DUNKIRK Football Club holds good and bad memories for yours truly. I made my first-team debut in men’s football against them, aged 15, for GPT Plessey at the back-end of the 1993-94 Notts Alliance campaign. Nearly seven years later, I broke my leg playing at their ground in a Sunday League game.
It’s fair to surmise the recollections Wes Morgan has of playing at the Ron Steel Sports Ground are all fond.
For while Jamie Vardy’s rise from Non-League football to Premier League champion is rightly the headline and Hollywood film-maker of the Leicester City story, the hulk of a man who became the most unlikely captain ever to hoist the trophy above his head yesterday served an apprenticeship in the game’s grass-roots, too.
And boy, the little club perched next to the River Trent, a couple of miles upstream from Nottingham Forest’s City Ground, are proud of the role they played in his development almost two decades ago.
Framed on the wall of their clubhouse, Morgan’s red Forest shirt sits proudly alongside the one another alumni, former Tamworth, Lincoln City and Alfreton midfielder Jake Sheridan, wore for Notts County.
It was after he was told he wouldn’t be offered a YT deal by the Magpies, Nottingham’s lesser lights remember, that the career path of Morgan, this central defender who would go on to help write a footballing fairytale, began to take on a positive angle.
Having enrolled on an accountancy course at South Notts College in the summer of 2000, he was spotted having a kickabout in a park in the Meadows, an inner-city area that has produced many future professionals over the years, by Dunkirk reserves manager Barry Campbell and invited to training.
“He only played a couple of times in the reserves,” recalls treasurer of three decades Cyril Allen, and still a member of the club’s committee. “He was a couple of stone overweight, but he oozed quality and was fast-tracked into the first team.”
Experienced
This was no fly-by-night visit to manager Andy Freeman’s dressing room either.
Playing alongside experienced Non-League lads like my old Arnold Town team-mates Kevin Marsh and Matt Irons, as well as up-and-coming recruits from local football like Aaron O’Connor, the ex-Rushden, Luton, Newport County and Forest Green Rovers striker, Morgan made 53 appearances for the Central Midlands League club.
“Andy put him in and he stayed in for the rest of that first season,” says Allen. “Because he was so strong, you didn’t notice he was only 16. He was built like a man already, though college was obviously tiring him out.
Wes Morgan with Dunkirk, right, and his Nottingham Forest shirt on display in the Boatmen’s clubhouse, left
“I was working as a roofer at the time and would go round picking two or three of the lads up. If we were playing away in Lincolnshire, at somewhere like Moorlands or Nettleham, he’d be asleep in the back of my van by the time we’d crossed Trent Bridge! He’d soon wake up when we got to the game though. He won our player of the year award and people in high places started to take notice of him.”
Strict
It was a third of the way into the 2001-02 campaign that his performances in a tough men’s league led to a deal at Forest.
“One or two had been looking at him, but Forest took him in on trial and offered him a deal,” says Allen. “We couldn’t get anything for him because we weren’t allowed to put him on a contract, with him still being in full-time education.”
O’Connor, now 32 and playing for League Two Stevenage, added: “You could see he’d play higher, you just didn’t know how high.
“Forest put him on a strict diet straightaway and said to him he was so quick, if he lost a bit of weight he’d be twice as fast. With the full-time training, he slimmed down and went on loan to Kidderminster for a spell. Then Paul Hart put him in the first team and the rest, as they say, is history.”
Indeed it is. As captain of the Premier League champions, Wes Morgan has his place in football history – and the Boatmen of Dunkirk should be proud of the role they played in creating it for him.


YOUR TASK: Write out each record exactly as given, but do not include the pictures.

[RECORDS TO PROCESS Boundary: Start]

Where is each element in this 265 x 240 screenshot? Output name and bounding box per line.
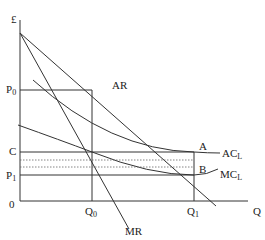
mc-label: MCL	[220, 169, 242, 183]
ar-label: AR	[112, 80, 127, 91]
point-b-label: B	[199, 164, 206, 175]
p0-label: P0	[6, 84, 16, 98]
ar-line	[20, 33, 216, 206]
x-axis-label: Q	[253, 206, 261, 217]
mr-label: MR	[125, 226, 142, 237]
origin-label: 0	[9, 199, 15, 210]
point-a-label: A	[199, 141, 207, 152]
monopoly-cost-diagram: £ Q 0 P0 C P1 Q0 Q1 AR MR A B ACL MCL	[0, 0, 265, 240]
ac-label: ACL	[222, 148, 242, 162]
y-axis-label: £	[11, 14, 17, 25]
c-label: C	[9, 146, 16, 157]
q0-label: Q0	[85, 206, 97, 220]
mr-line	[20, 33, 129, 229]
p1-label: P1	[6, 170, 16, 184]
mc-curve	[18, 125, 218, 175]
q1-label: Q1	[187, 206, 199, 220]
diagram-canvas	[0, 0, 265, 240]
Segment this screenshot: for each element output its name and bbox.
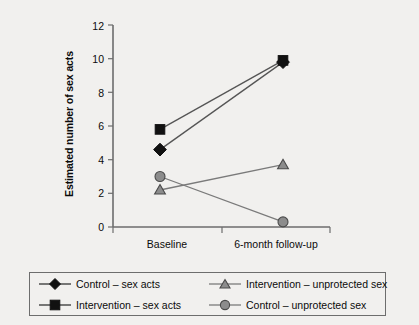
legend-label-control-unprotected: Control – unprotected sex [246,299,366,311]
y-tick-label-0: 0 [98,221,104,233]
x-tick-label-followup: 6-month follow-up [234,238,318,250]
legend-item-control-unprotected: Control – unprotected sex [208,298,387,312]
figure: Estimated number of sex acts 0 2 4 6 8 1… [0,0,419,325]
series-line-control-sex-acts [160,62,283,150]
square-icon [38,298,72,312]
legend-label-intervention-sex-acts: Intervention – sex acts [76,299,181,311]
chart-legend: Control – sex acts Intervention – unprot… [29,272,386,316]
x-tick-label-baseline: Baseline [147,238,187,250]
series-line-intervention-unprotected [160,165,283,190]
diamond-icon [38,277,72,291]
y-tick-label-8: 8 [98,87,104,99]
y-tick-label-10: 10 [92,53,104,65]
line-chart-svg: 0 2 4 6 8 10 12 [0,0,419,268]
circle-icon [208,298,242,312]
marker-control-sex-acts-baseline [154,143,167,156]
marker-intervention-unprotected-followup [278,159,289,168]
series-line-control-unprotected [160,177,283,222]
y-tick-label-4: 4 [98,154,104,166]
legend-item-intervention-unprotected: Intervention – unprotected sex [208,277,387,291]
series-line-intervention-sex-acts [160,60,283,129]
legend-label-intervention-unprotected: Intervention – unprotected sex [246,278,387,290]
legend-item-control-sex-acts: Control – sex acts [38,277,208,291]
triangle-icon [208,277,242,291]
legend-label-control-sex-acts: Control – sex acts [76,278,160,290]
marker-control-unprotected-followup [278,217,288,227]
marker-intervention-sex-acts-baseline [155,125,165,135]
y-tick-label-2: 2 [98,187,104,199]
legend-item-intervention-sex-acts: Intervention – sex acts [38,298,208,312]
plot-area: Estimated number of sex acts 0 2 4 6 8 1… [0,0,419,268]
y-tick-label-6: 6 [98,120,104,132]
y-tick-label-12: 12 [92,20,104,32]
marker-control-unprotected-baseline [155,172,165,182]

[RECORDS TO PROCESS Boundary: End]

SOLUTION FOR THIS EXERCISE:
Where is each element in this 265 x 240 screenshot? Output name and bounding box per line.
mc-label: MCL	[220, 169, 242, 183]
ar-label: AR	[112, 80, 127, 91]
point-b-label: B	[199, 164, 206, 175]
p0-label: P0	[6, 84, 16, 98]
ar-line	[20, 33, 216, 206]
x-axis-label: Q	[253, 206, 261, 217]
mr-label: MR	[125, 226, 142, 237]
origin-label: 0	[9, 199, 15, 210]
point-a-label: A	[199, 141, 207, 152]
monopoly-cost-diagram: £ Q 0 P0 C P1 Q0 Q1 AR MR A B ACL MCL	[0, 0, 265, 240]
ac-label: ACL	[222, 148, 242, 162]
y-axis-label: £	[11, 14, 17, 25]
c-label: C	[9, 146, 16, 157]
q0-label: Q0	[85, 206, 97, 220]
mr-line	[20, 33, 129, 229]
p1-label: P1	[6, 170, 16, 184]
mc-curve	[18, 125, 218, 175]
q1-label: Q1	[187, 206, 199, 220]
diagram-canvas	[0, 0, 265, 240]
Segment this screenshot: for each element output its name and bbox.
legend-label-control-unprotected: Control – unprotected sex [246,299,366,311]
y-tick-label-0: 0 [98,221,104,233]
x-tick-label-followup: 6-month follow-up [234,238,318,250]
legend-item-control-unprotected: Control – unprotected sex [208,298,387,312]
figure: Estimated number of sex acts 0 2 4 6 8 1… [0,0,419,325]
series-line-control-sex-acts [160,62,283,150]
square-icon [38,298,72,312]
legend-label-intervention-sex-acts: Intervention – sex acts [76,299,181,311]
chart-legend: Control – sex acts Intervention – unprot… [29,272,386,316]
x-tick-label-baseline: Baseline [147,238,187,250]
series-line-intervention-unprotected [160,165,283,190]
diamond-icon [38,277,72,291]
y-tick-label-8: 8 [98,87,104,99]
y-tick-label-10: 10 [92,53,104,65]
line-chart-svg: 0 2 4 6 8 10 12 [0,0,419,268]
circle-icon [208,298,242,312]
marker-control-sex-acts-baseline [154,143,167,156]
marker-intervention-unprotected-followup [278,159,289,168]
series-line-control-unprotected [160,177,283,222]
y-tick-label-4: 4 [98,154,104,166]
legend-item-intervention-unprotected: Intervention – unprotected sex [208,277,387,291]
series-line-intervention-sex-acts [160,60,283,129]
legend-label-intervention-unprotected: Intervention – unprotected sex [246,278,387,290]
legend-item-control-sex-acts: Control – sex acts [38,277,208,291]
triangle-icon [208,277,242,291]
legend-label-control-sex-acts: Control – sex acts [76,278,160,290]
marker-control-unprotected-followup [278,217,288,227]
marker-intervention-sex-acts-baseline [155,125,165,135]
y-tick-label-2: 2 [98,187,104,199]
legend-item-intervention-sex-acts: Intervention – sex acts [38,298,208,312]
plot-area: Estimated number of sex acts 0 2 4 6 8 1… [0,0,419,268]
y-tick-label-6: 6 [98,120,104,132]
y-tick-label-12: 12 [92,20,104,32]
marker-control-unprotected-baseline [155,172,165,182]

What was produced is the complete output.